UK patients with mutiple myeloma are a step closer to getting secured first line access to Celgene’s Thalidomide and Janssen-Cilag’s Velcade on the NHS, as per draft recommendations by the National Institute for Health and Clinical Excellence.

The cost regulator’s draft guidance states that Celgene’s Thalidomide in combination with an alkylating agent and a corticosteroid can be used as a first-line treatment option for patients with the condition, but only when high-dose chemotherapy and stem cell transplantation are deemed inappropriate.

Treatment with Janssen-Cilag’s Velcade (bortezomib), plus an alkylating agent and corticosteroid, should only be considered if the patient is unable to tolerate or has contraindications for thalidomide.

Almost 4,000 patients are diagnosed with the blood cell cancer multiple myeloma in the UK every year. There is no cure for the disease, so current treatment strategies are focused on preventing disease progression and dealing with the symptoms of the illness.

According to Carol Longson, director of NICE’s Health Technology Evaluation Centre, the evidence “clearly showed that both thalidomide and bortezomib regimens are more effective at delaying disease progression and improving patients’ life expectancy than the current treatment of an alkylating agent and corticosteroid alone”.
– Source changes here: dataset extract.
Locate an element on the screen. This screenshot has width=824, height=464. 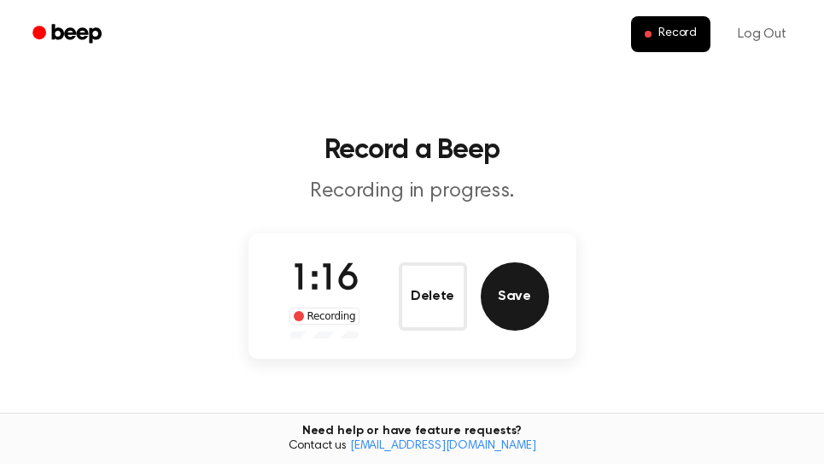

But according to NICE’s Independent Appraisal Committee, clinical specialists it spoke to are of the belief that a thalidomide-based therapy would probably be considered more appropriate in most cases. Moreover, while clinical data indicates that both agents are on par with each other in terms of effectiveness, thalidomide regimens are cheaper than those with Velcade and so were considered to be more cost effective.

Janssen-Cilag said it is encouraged by the draft guidance from NICE, which, if accepted, “will mean that these patients will be able to access bortezomib as frontline treatment”.

The Institute recommended Velcade in October 2007 for patients who are experiencing their first relapse of the disease, under a ground-breaking risk-sharing scheme in which the NHS only funds treatment of patients showing a full or partial response to the drug, while the costs incurred for those not responding will be refunded by the drugmaker.